The same goes for McDonald's, which rules the U.S. fast-food market with a 43 percent share. McDonald's is so desperate for customers that it's held prices essentially constant over the past two decades, while boosting portion sizes (burgers, fries, and drinks are all bigger than they used to be), expanding its menu, and building elaborate play structures for kids while simultaneously throwing increasingly sophisticated toys at them. In the case of McDonald's, such tactics have not even been particularly successful: Despite maintaining its top niche position, the Golden Arches continues to leak market share to an increasing number of rivals.
Even my local Time Warner cable franchise–which, of course, has a monopoly granted and enforced by my municipal government–has seen fit lately to upgrade its service and expand its offerings. Absent actual cable competitors (thanks to pliant local legislators across the U.S., fewer than 5 percent of American households have any choice in cable systems), the franchise still needs to compete against satellite dishes, old-style antennas, and the option to stop watching pay TV. As economist John Mueller notes in his recent Capitalism, Democracy, and Ralph's Pretty Good Grocery, even monopolists have reasons to court a captive market. If they do so, explains Mueller, they're "more likely to be able to slide price boosts past a wary public–that is, such moves are less likely to inspire angered customers to use less of the product and/or to engender embittered protest to governmental agencies."
A similar dynamic toward better terms and offerings for customers undergirds AOL's growth from a small online operation started in 1985 to the world's largest Internet service provider (with about 20 million subscribers, it has about half the global market for dial-up ISPs.) How'd AOL get that big? By surrendering time and again to customer demands. The service was originally marketed as a closed system that offered no Internet access and unreliable e-mail delivery to non-AOL addresses. Subscribers were supposed to be satisfied with proprietary content and internal chat groups (and were, for a while).

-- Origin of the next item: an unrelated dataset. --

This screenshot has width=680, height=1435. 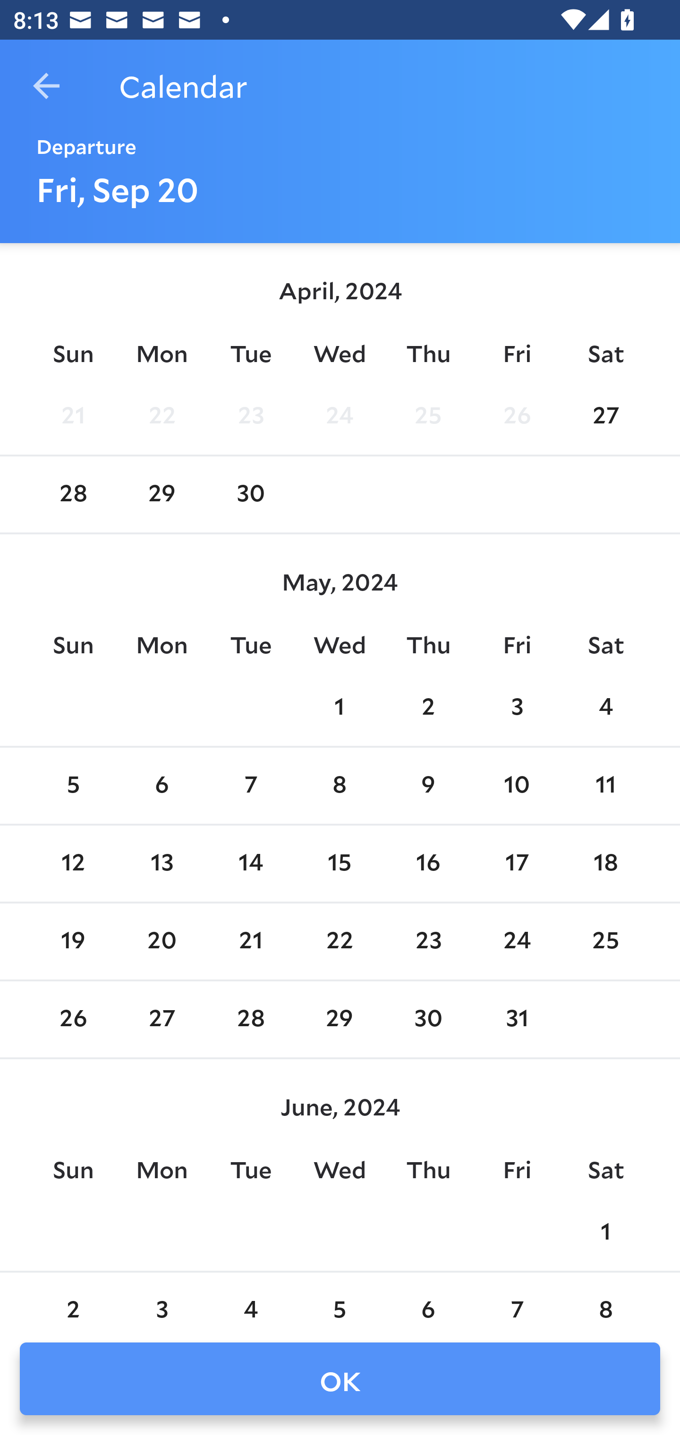 What do you see at coordinates (428, 864) in the screenshot?
I see `16` at bounding box center [428, 864].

Soon enough, AOL realized that if it wanted to keep subscribers–who cost anywhere from $45 to $300 to acquire in the first place–it had to deliver full Internet and World Wide Web access. Its first Web browser was a buggy piece of junk, a situation the company remedied by building Microsoft Internet Explorer into its larger program (which it also upgrades regularly) and by purchasing Netscape. When other ISPs shifted from hourly to flat-rate pricing plans, AOL followed suit and famously bungled the transition. The company's response to irate customers frustrated by busy signals was to massively increase its dial-up capacity–even before a class-action lawsuit that lined the pockets of a few entrepreneurial lawyers got underway. AOL's continued hunt for faster and better Internet access is perhaps its major interest in Time Warner, the country's second-largest cable operator.
Interestingly, even as AOL has morphed into a portal system that lets users go wherever they want–including off the AOL grid–they've maintained much of their more-useful proprietary material, which now comprises a supplement to the Internet.
If this is market domination (and it is) you can almost feel pity for AOL or Time Warner, much less for the new combined behemoth. It's far from clear that "AOL Time Warner" will succeed in the long haul, either in terms of growing its market share or rewarding shareholders. This much, though, seems pretty certain: The moment it stops doing whatever its customers want, it will join the ranks of Sears Roebuck, A&P, IBM, and other once-dominant companies that have either disappeared altogether or linger on as mere shadows of their former selves.